After much urging from Rice, Israeli Prime Minister Ehud Olmert and Palestinian Authority President Mahmoud Abbas resumed meeting, after a six-week hiatus, and pledged to continue come what may in search of an "historic" framework agreement for the establishment of a Palestinian state.
This appears good news on the face of it, but scratch the surface and you enter the surreal world of Middle East peacemaking. Last week Rice was in Israel, and as well as trying to keep her interlocutors focused on the final issues in that historic agreement – borders, Jerusalem, and refugees – she also chivvied the Israelis into agreeing to reduce the number of roadblocks in the West Bank from 580 to 530. Armed with this victory she left, and the Israelis promptly turned around and announced plans to build 800 new homes in Betar Illit, a West Bank settlement.

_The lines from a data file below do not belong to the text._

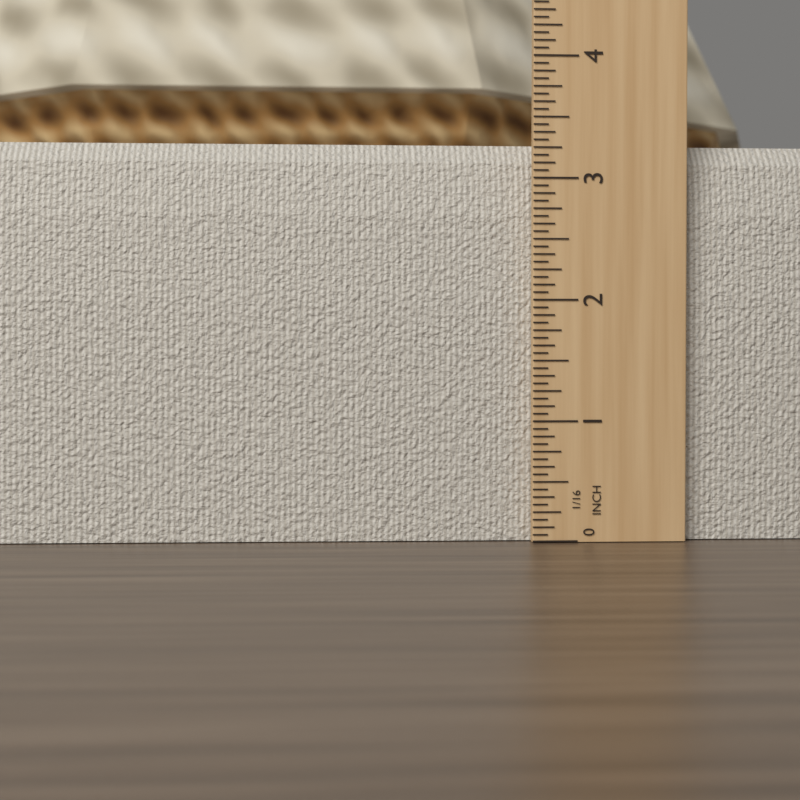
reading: 3.3125 in
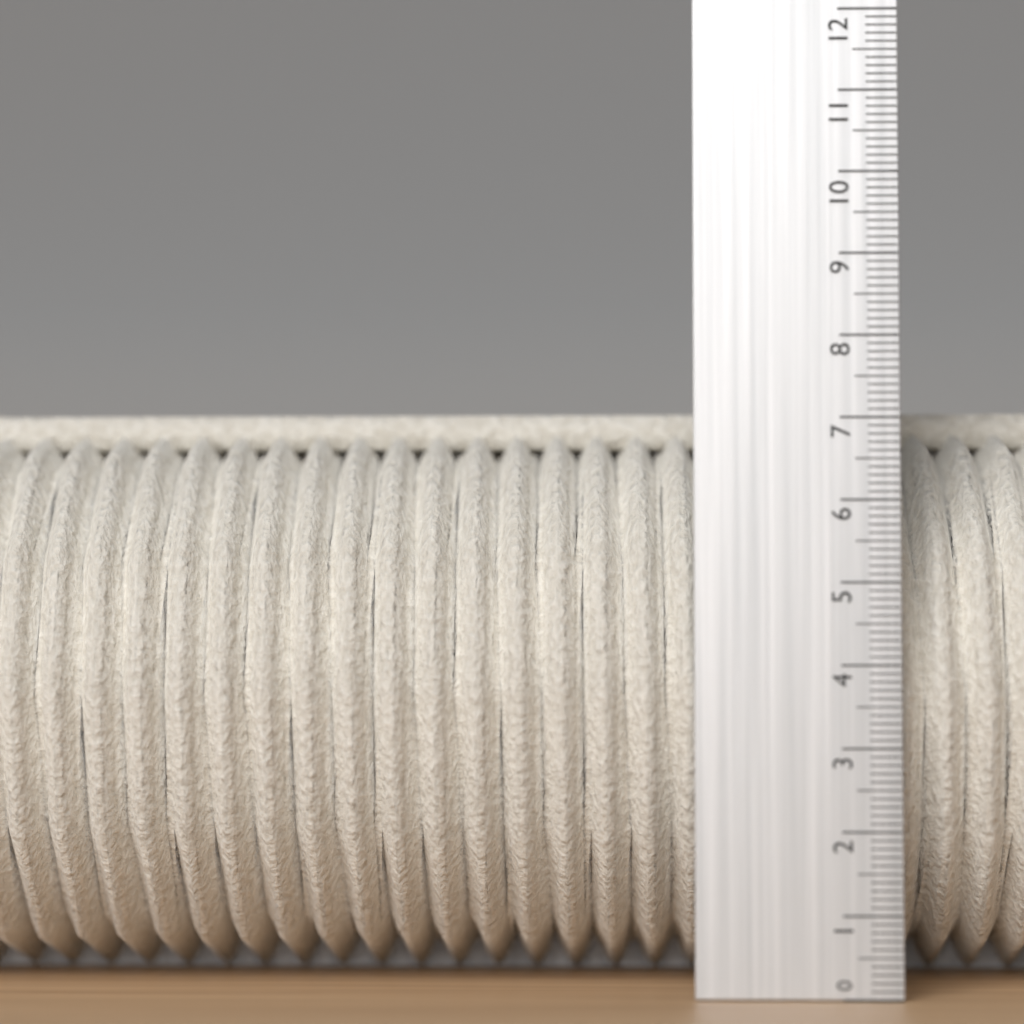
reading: 7.3 (no unit)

The reason for this apparent snub was that the ultra-Orthodox Shas party, a vital member of Olmert's coalition, insisted upon it and threatened to walk if it didn't happen. Shas provides 12 of the 67 seats in the governing coalition out of a total of 120.

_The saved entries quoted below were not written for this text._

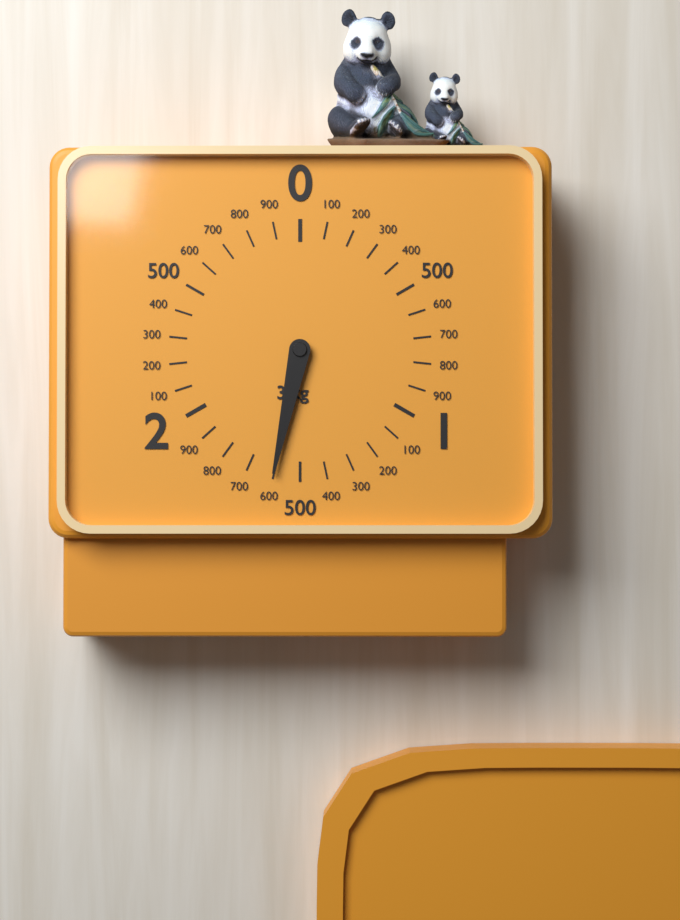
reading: 1.6 kg
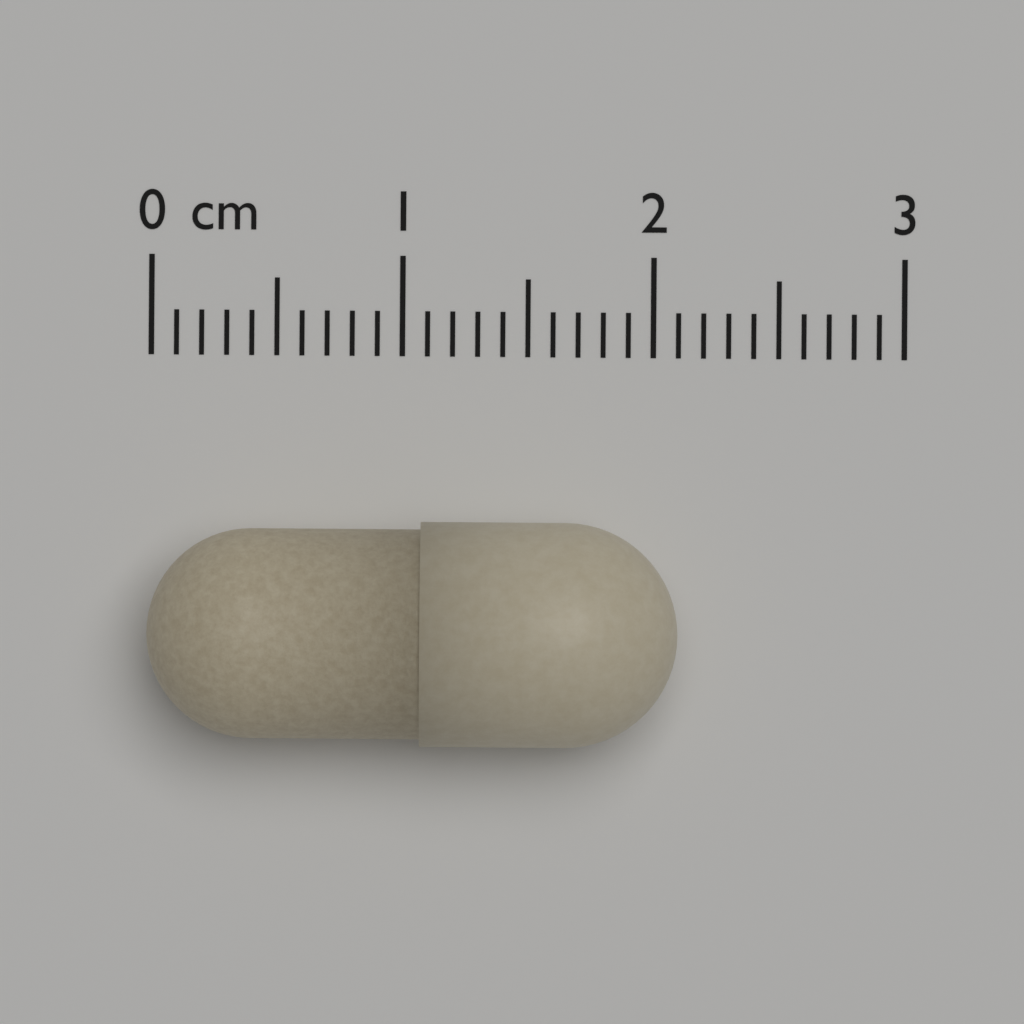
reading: 2.1 cm
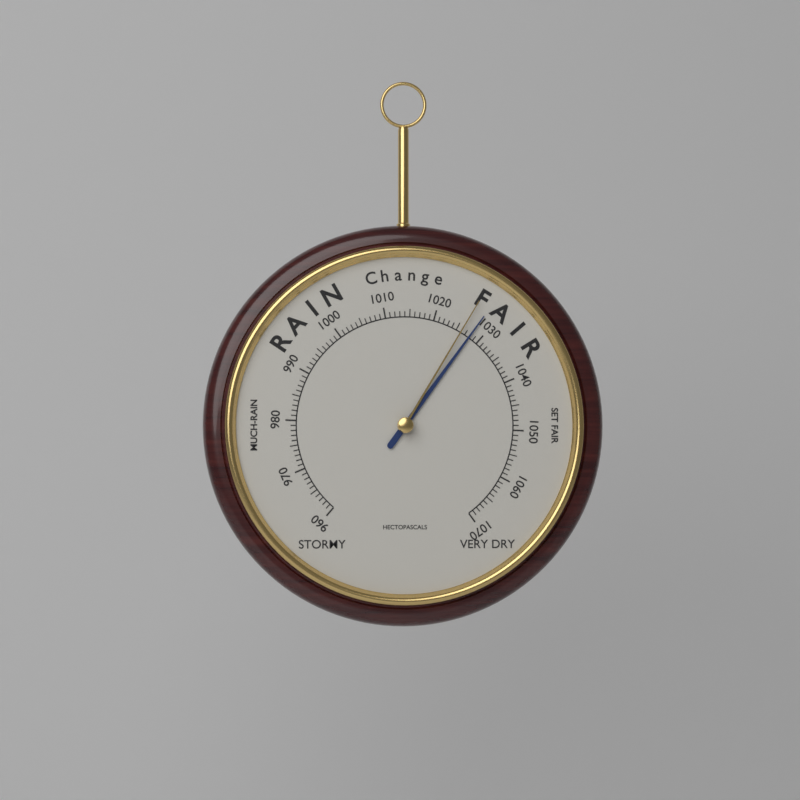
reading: 1028 hPa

Shas is also adamantly opposed to even discussing any division of Jerusalem with the Palestinians as part of a peace settlement. Yet a settlement is inconceivable without some arrangement that gives the Palestinians a formal presence in East Jerusalem. So the coalition pursuing the peace process includes members who reject an essential element of peace.
Abbas' position on the Palestinian side is no stronger. His Fatah party has been kicked out of Gaza by Hamas and his hold on the West Bank is tenuous. Hamas attacks him as a pawn or a patsy of Israel and the Americans and the support he receives from them is an internal liability. He has little room for maneuver. Any action by him that appears as weakness in the face of the Israelis could swing majority support to Hamas in the West Bank as well.
When the George W. Bush administration first took office it turned its back on Middle East peacemaking, saying the parties had to work it out for themselves. They were clearly incapable of that. Critics said the United States had to engage to pressure the parties to the negotiating table. Now the U.S. is doing that with the results we have described and critics are saying the peace process may spark another war.
It is hard to imagine a solution to this intractable problem that does involve significant transformations in the internal political groupings of both Israeli and Palestinian society. There is a limit to what outside pressure can achieve even when it comes from a superpower.